In winding up this simple attempt to clear away some popular misunderstandings, it could be tempting to look at how the theory of efficient asset markets and of speculation fit together. The central thesis of the efficient market theory is that stock prices at all times fully reflect (i.e. are fully accounted for, and fully warranted by) the sum of information commonly available to the market (except, presumably, insider information not commonly available). If this thesis is taken strictly, it must mean that when the body of information is given, all stocks are correctly priced in the sense that the marginal buyer is just deterred by the price from buying and the marginal seller from selling. No trade is taking place and every asset holder is in equilibrium, happy with what he is holding. When a fresh item is added to the body of available information, the market price of the representative security must adjust to it instantaneously, so that it is high enough to deter the marginal buyer from buying and low enough to deter the marginal seller from selling, with both of them finding themselves in a new equilibrium. For this to be the case the fresh information must move the price expectations of the marginal buyer and the marginal seller in the same direction and to the same extent. Under this very strong condition, the market is efficient in the sense that the representative security is never mispriced, triggering either buying or selling.

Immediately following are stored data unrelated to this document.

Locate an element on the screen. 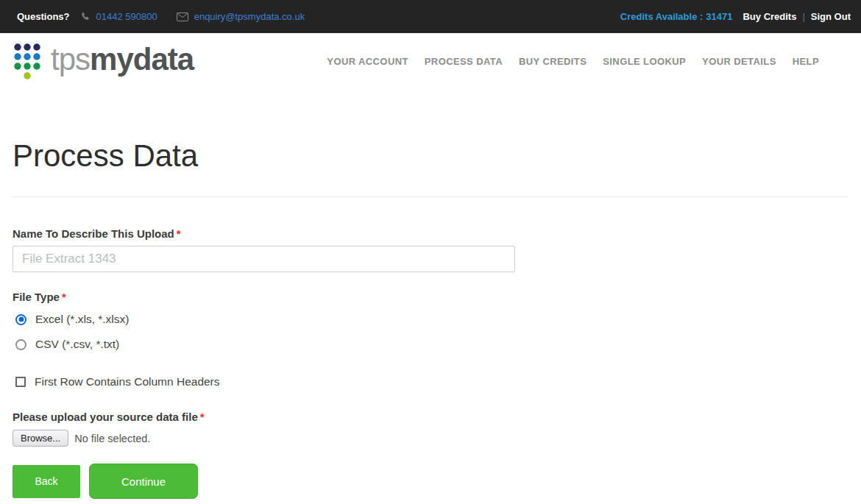  radio-csv is located at coordinates (21, 344).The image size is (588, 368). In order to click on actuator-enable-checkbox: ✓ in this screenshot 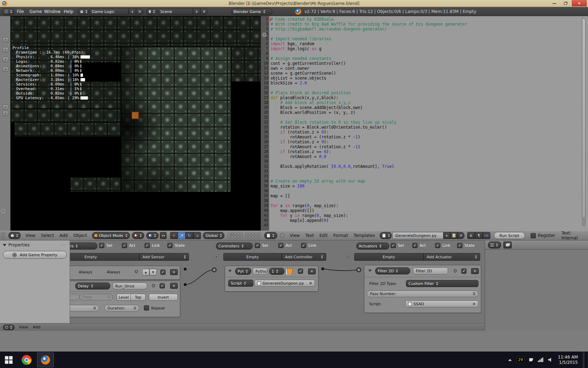, I will do `click(464, 271)`.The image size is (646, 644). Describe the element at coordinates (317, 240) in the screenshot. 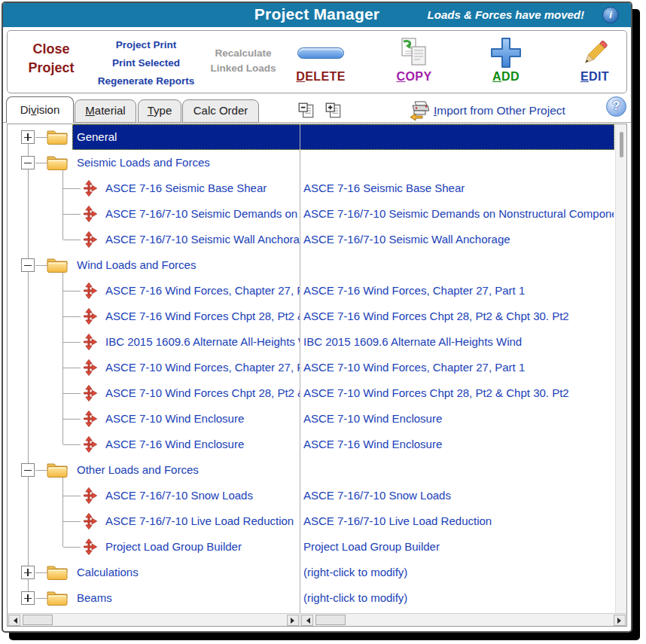

I see `table-row: ASCE 7-16/7-10 Seismic Wall Anchorage AS…` at that location.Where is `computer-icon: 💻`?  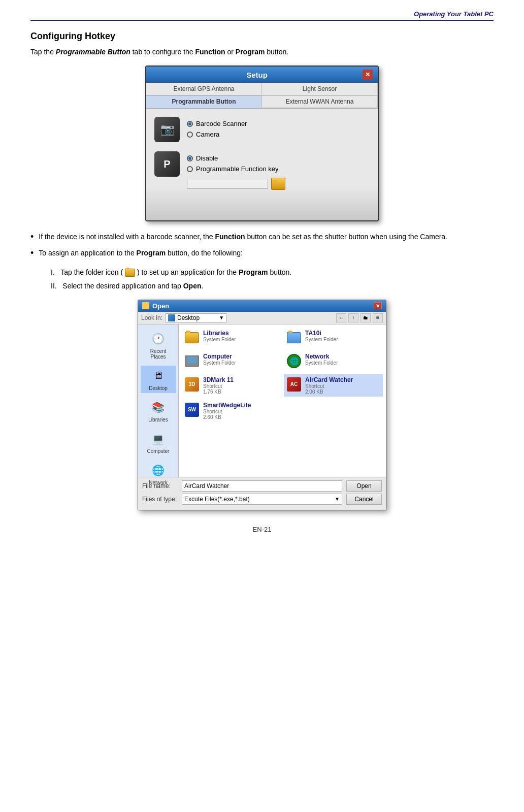
computer-icon: 💻 is located at coordinates (158, 439). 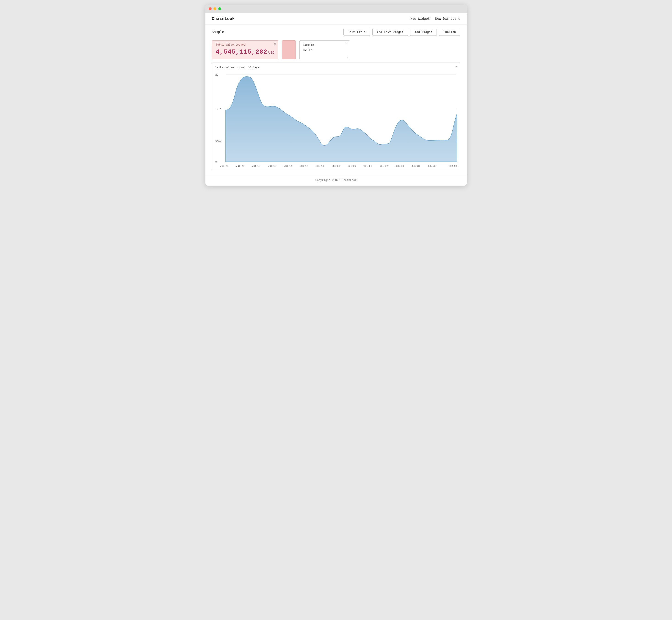 I want to click on page-title: Sample, so click(x=218, y=32).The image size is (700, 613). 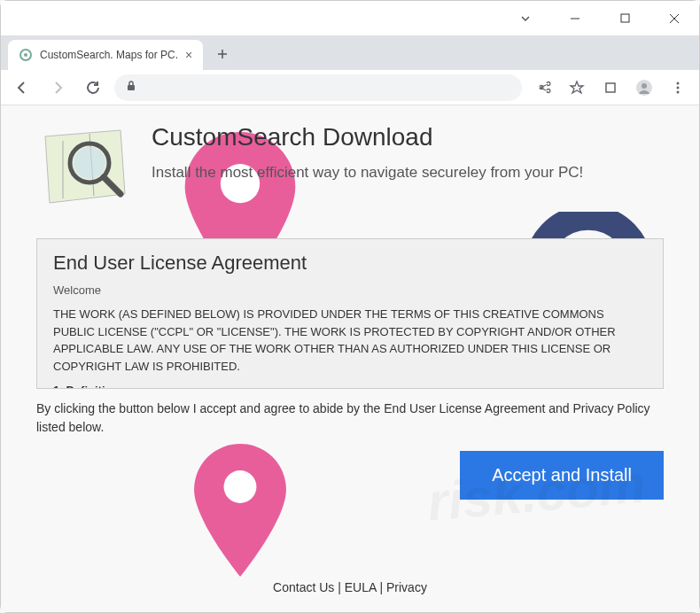 What do you see at coordinates (109, 55) in the screenshot?
I see `tab-title: CustomSearch. Maps for PC.` at bounding box center [109, 55].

For more related to this topic, see “Oil Speculators: Bad or Good” by Robert P. Murphy, August 4, 2008 and “The Bootstrap Theory of the Oil Price” by Anthony de Jasay, July 7, 2008. Library of Economics and Liberty.

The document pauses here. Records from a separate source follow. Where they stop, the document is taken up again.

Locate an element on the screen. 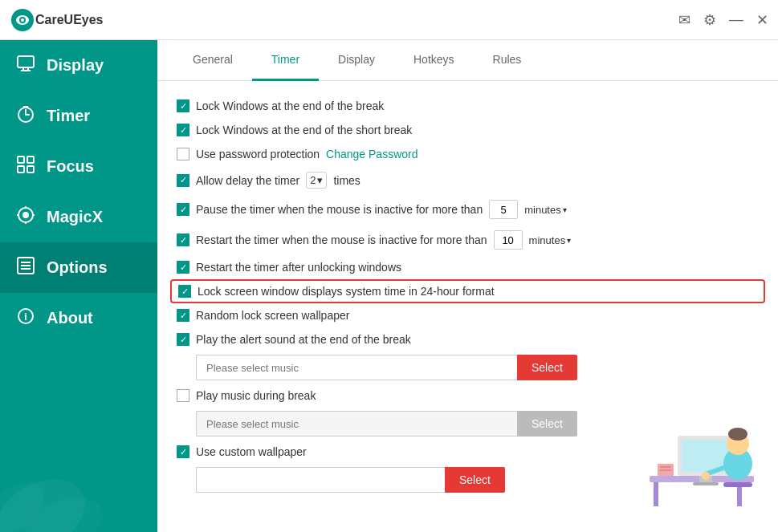 The image size is (778, 532). sidebar-item-display: Display is located at coordinates (79, 66).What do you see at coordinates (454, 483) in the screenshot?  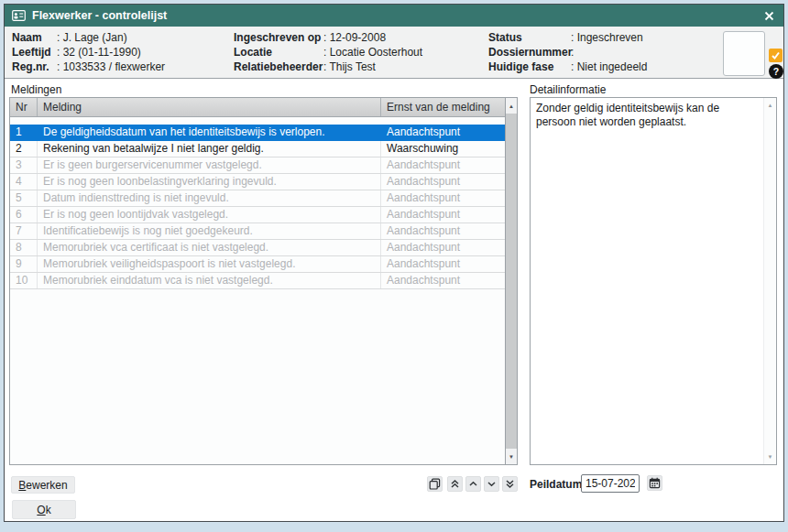 I see `double-chevron-up-icon` at bounding box center [454, 483].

At first sight, this looks rather absurd and a second sight confirms the diagnosis of the first. The market is efficient because no asset is over- or under-valued and none requires to change hands. This also means that the market is stone dead and for all the good it is doing, it might just as well be shut down. The same assets stay in the same hands rather than as we prefer to believe, ending up in the hands of the investors who are willing to pay the highest price for the chance of reaping the fruits they the “speculator”, expect it to yield. If a market must really be classified as efficient or inefficient—an exercise of uncertain merit or validity—it might be wise to nudge the debatable judgment towards the type where speculation is rampant and unrestricted.


Footnotes

See Mancur Olson, The Logic of Collective Action: Public Goods and the Theory of Groups (Cambridge: Harvard University Press, 1965) and The Rise and Decline of Nations (Yale University Press, 1982).

Upper estimates of deaths, including those who died from starvation as well as from the diseases which spread in the aftermath, go as high as 1.5 million.


 

*Anthony de Jasay is an Anglo-Hungarian economist living in France. He is the author, a.o., of The State (Oxford, 1985), Social Contract, Free Ride (Oxford 1989), Against Politics (London, 1997), and Justice and Its Surroundings (Indianapolis, 2002). His most recent publications include Political Philosophy, Clearly (Indianapolis, 2010) and Political Economy, Concisely (Indianapolis, 2010). His next volume, Economic Sense and Nonsense: Reflections from Europe, 2007-?2012 (a volume in The Collected Papers of Anthony de Jasay), edited and with an introduction by Hartmut Kliemt, is forthcoming from Liberty Fund.

The State is also available online on this website.

For more articles by Anthony de Jasay, see the Archive.